Monday, September 14, 2009

An Illegal Alien in mMy Own Landscape

Writing of your younger--very much younger--self, as you did in the past few days, reminded you of the nearly invisible line you stepped over when you entered the landscape of connectivity.  Unlike the landscape of puberty, into which you entered on a predictable time line and with predictable events, your ventures into the landscape of connectivity were tentative; there was no inevitability you could track--only occasional trespasses over boundaries of which you were scarcely aware.

The landscape of connectivity is that terrain where most adults live, each having a differing impression of the landscape, each having a distinct set of impressions, history, fears, pleasures, desires.  Living within the landscape, one remembers first encounters with individuals, with the surroundings in which those encounters took place, of impressions received and, most important of all, of associations with other encounters and experiences.  To those who had not thought the process through, Psych 1 gave us the trope, "free association," or, What do you associate with X?

This is not a recognition much less a confession of having had no associations in preteen years but rather an awareness that the associations were more often manufactured ones, associations imparted by others (parents, siblings, friends, teachers, adults qualifying as authority figures as, say, Mr. Pope, the janitor at Hancock Park Elementary School, or Ruth, who managed the stand across the street from Hancock Park Elementary School, where you ate lunch three to four days a week.  From Mr. Pope, across the chasm of years, you learned the association of not using too many paper towels to dry your hands.  From Ruth, you learned not to drink your lemonade too quickly).  Some associations came to you from reading materials.  (It is a rare time indeed when you think of or listen to the music of  Thomas  Wright "Fats" Waller, and you are not transported to that mid-December morning when you visited the spot where the newspapers you delivered each day bore the news of his death.)  

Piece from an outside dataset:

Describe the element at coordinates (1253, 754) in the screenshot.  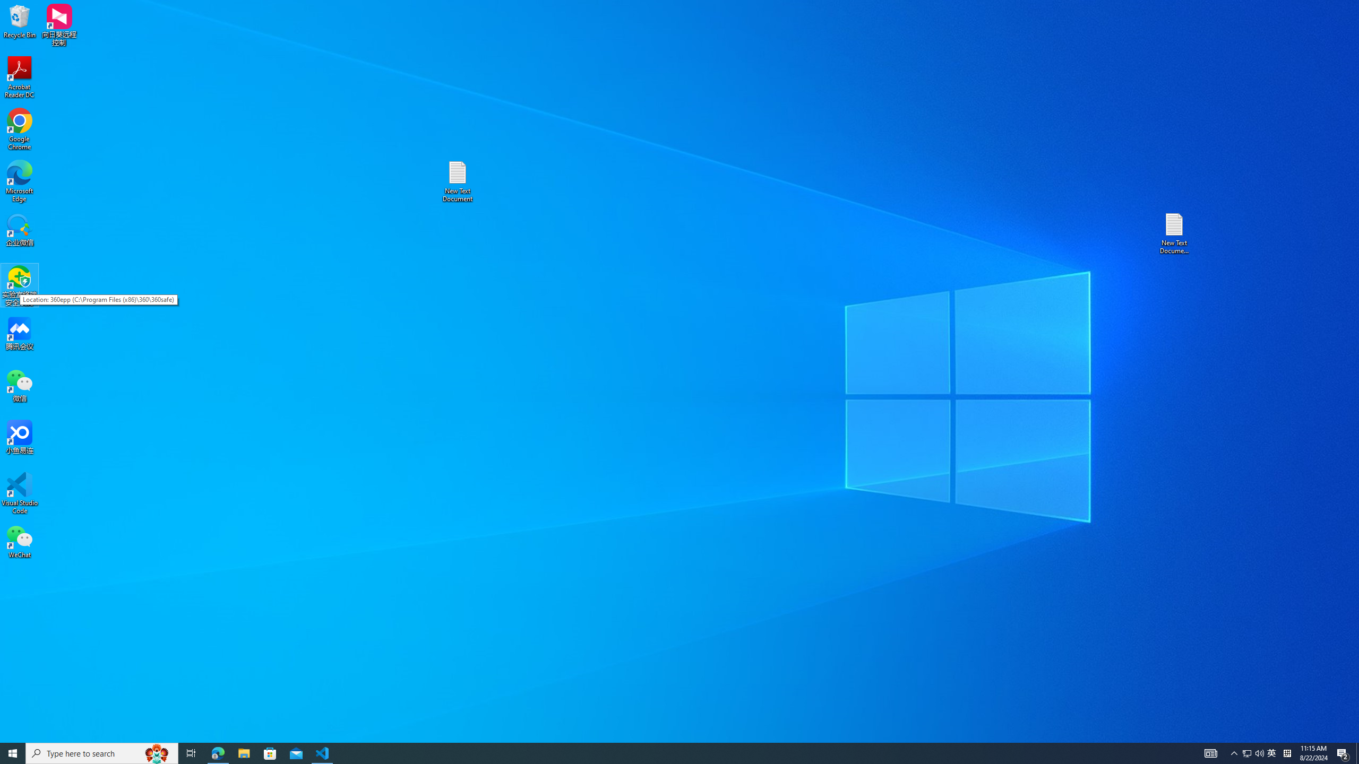
I see `File Explorer` at that location.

Now the associations come from events in which you were present.  Although your iPod Touch connects you to the Internet and other web-related programs when you are in range of a wireless hub (Peet's Coffee for instance, or Antioch or the library) and you are able only to access your music files otherwise, you are, at this stage of life and health, always within range of the associative cloud, linking you directly to your own individualized landscape of reality.  Thus you are the product of your experiences, encounters, and the associations they bring, influencing at every turn the way you respond to a stimulus, whether that stimulus be a thought, idea, person, place, or thing.  Thus also are you encountering other individuals similarly accoutered.  You are the alien in everyone else's landscape as they are in yours; the harmony you effect with them is another measure of who you are and, quite specifically, who you are not.